Letters to the Editor
We welcome your opinions and letters — with name and address. We will edit when necessary. Include your name, address and phone number for verification. Mail them to Bay Weekly, P.O. Box 358, Deale, MD 20751 • E-mail them to [email protected]. or submit your letters on line, click here
8 Days a Week Draws a Crowd
Dear Bay Weekly:
Thanks for your help in spreading the word about our Unitarian Universalist Church of Annapolis concerts, which I work as a volunteer to promote. I also wanted to thank you for doing such a wonderful calendar listing for the Brian Ganz concert in January. Your paper must have good readership because we always get a crowd at the door when you print something about us. The Ganz concert was a sellout and raised $4,000 for Annapolis social service organizations. You’re doing a great job!
—Sydnia Jacobs, Severna Park
More on Banneker-Douglass Museum
Dear Bay Weekly:
Thanks for reporter Carrie Steele’s great article on the Banneker-Douglass Museum and the Lewis Museum [Vol. XIII, No. 24: Feb. 24]. We’ll keep you posted on our planned “soft” opening in May.
—Elizabeth P. Stewart: Research Historian, Banneker-Douglass Museum
Hold Negligent Drivers Responsible
Dear Bay Weekly:
It is time to drive home a critical message to Maryland House Judiciary Committee Chair Joseph Vallario and Maryland Senate Judicial Proceeding Committee Chair Brian Frosh on behalf of all people riding on Maryland roads.
With so many Maryland legislators and residents supporting HB137 and SB270, this needs to be the session to enact legislation holding criminally negligent drivers accountable. We all deserve safer streets, and victims deserve to see more just consequences for serious and substantial criminal negligence behind the wheel.
Hundreds of Maryland families have lost a family member to negligent drivers in just the past several years. These same grieving families have also faced the additional pain of knowing no laws currently exist in Maryland to deter others from committing the same reckless acts.
When someone is killed as a result of another driver’s gross recklessness or negligence, the offender is given a traffic citation, which, upon conviction, only results in a small fine and traffic points. While there is jail time when alcohol is involved, there is no jail time when someone with a clear mind decides to drive in a reckless manner.
Delegate Simmons’ House Bill 137 — Manslaughter by Vehicle or Vessel — Criminal Negligence and the cross-filed Senate Bill 270 by Sen. Jennie M. Forehand will close this loophole. The legislation would make it a misdemeanor for a person to cause the death of another as a result of driving in a criminally negligent manner. If found guilty, the person could face up to three years in jail and/or a maximum fine of $5,000.
The bills’ wording holds drivers accountable for gross negligence; the wording does not impose harsh penalties for simple acts of negligence or for true accidents. While the passage of this bill will not change what has happened to the drivers responsible for the hundreds of traffic fatalities on Maryland’s roads, it will serve as a deterrent and increase safe driving on our roads from this point forward. This same law already exists in at least 13 other states.
I believe all residents should contact their district’s officials and Delegate Vallario to be sure this loophole finally sees the legislation it needs.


■ **Task**
Every line from the one containing "Describe the element at coordinates (503, 104)" to the end of the records below must be copied exactly, and no pictures may be included.

■ **Provided material**
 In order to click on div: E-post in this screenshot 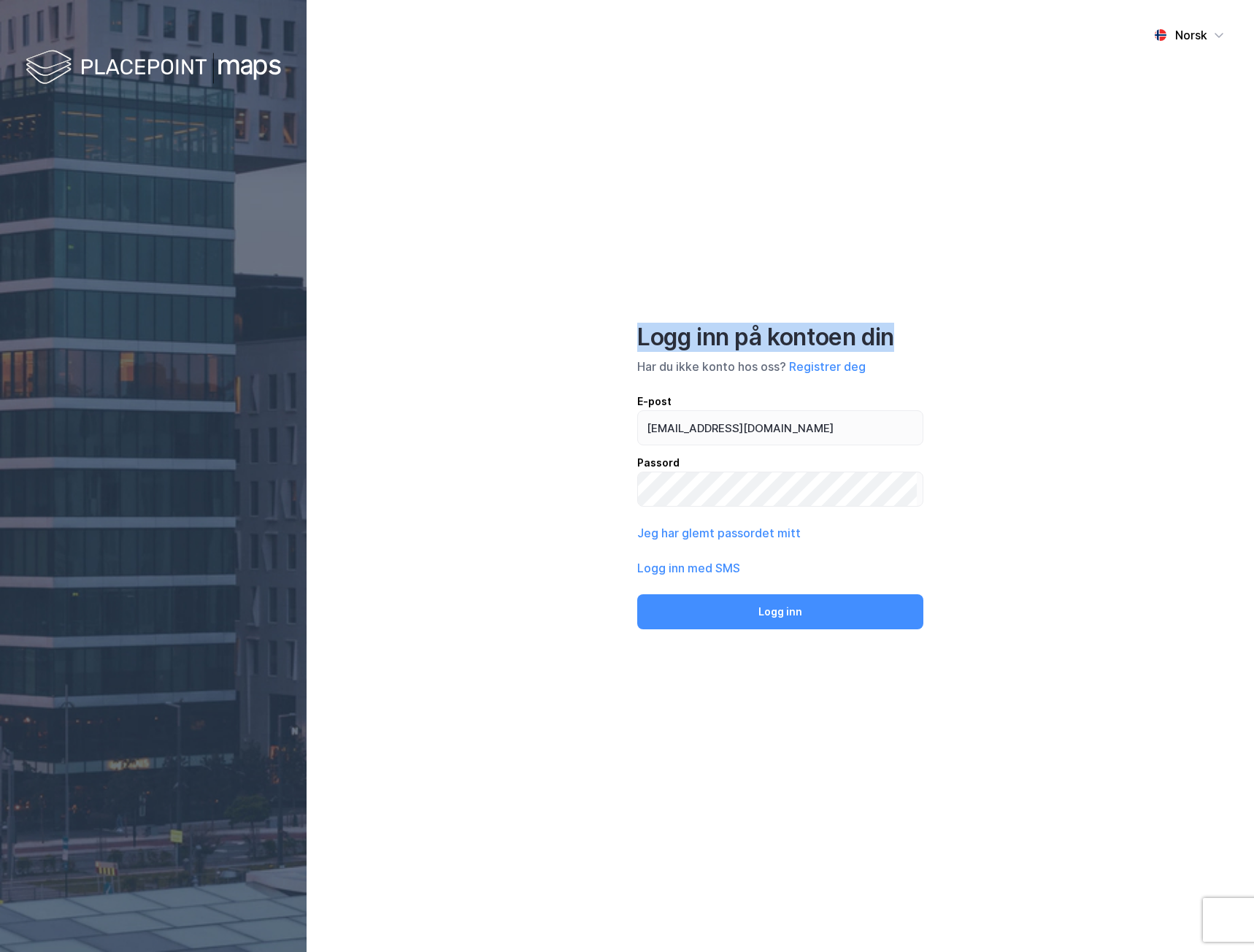, I will do `click(780, 401)`.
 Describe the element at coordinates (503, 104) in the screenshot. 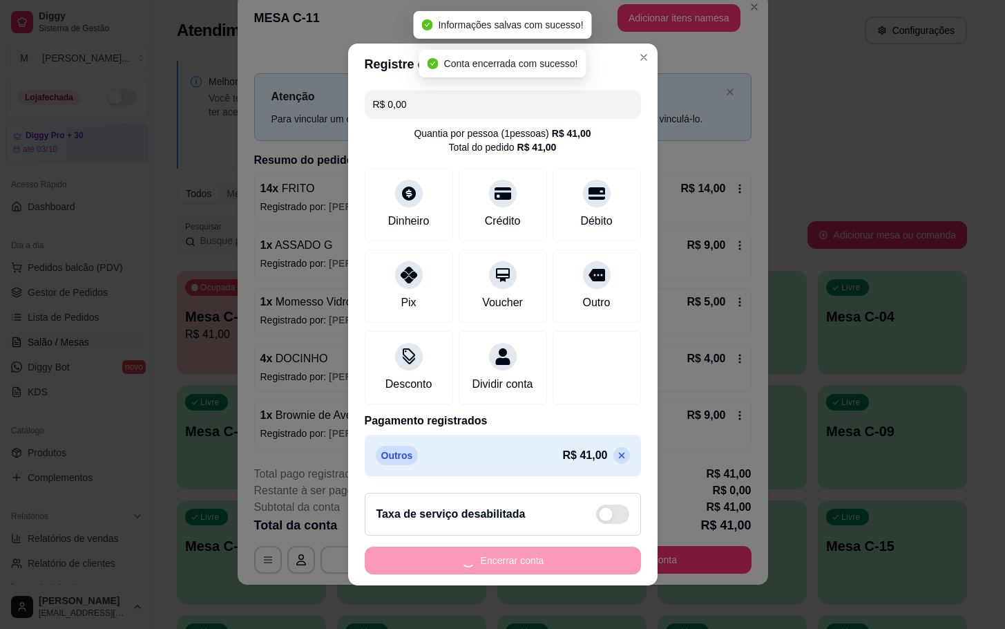

I see `input: Ex.: hambúrguer de cordeiro` at that location.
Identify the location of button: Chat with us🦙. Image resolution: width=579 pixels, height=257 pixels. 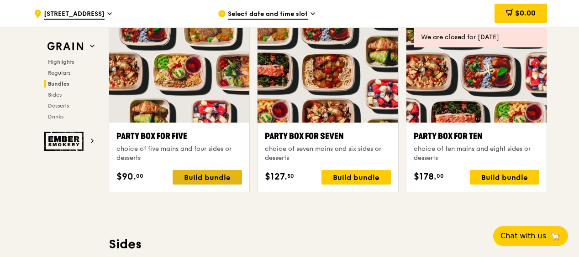
(530, 236).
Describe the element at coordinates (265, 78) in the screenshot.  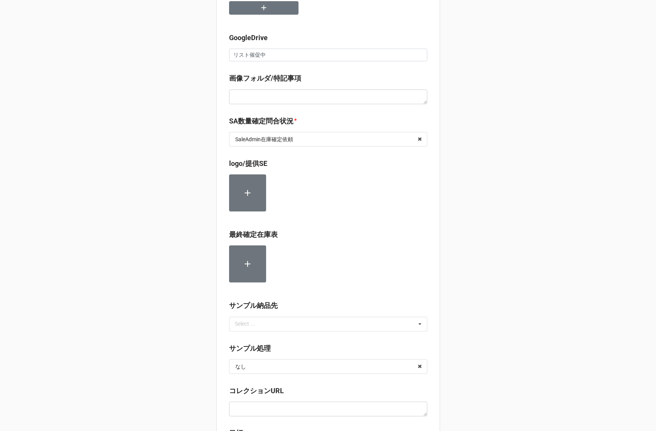
I see `label: 画像フォルダ/特記事項` at that location.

■ **Answer**
 Describe the element at coordinates (503, 104) in the screenshot. 

I see `input: Ex.: hambúrguer de cordeiro` at that location.
Identify the location of button: Chat with us🦙. Image resolution: width=579 pixels, height=257 pixels. 
(530, 236).
Describe the element at coordinates (265, 78) in the screenshot.  
I see `label: 画像フォルダ/特記事項` at that location.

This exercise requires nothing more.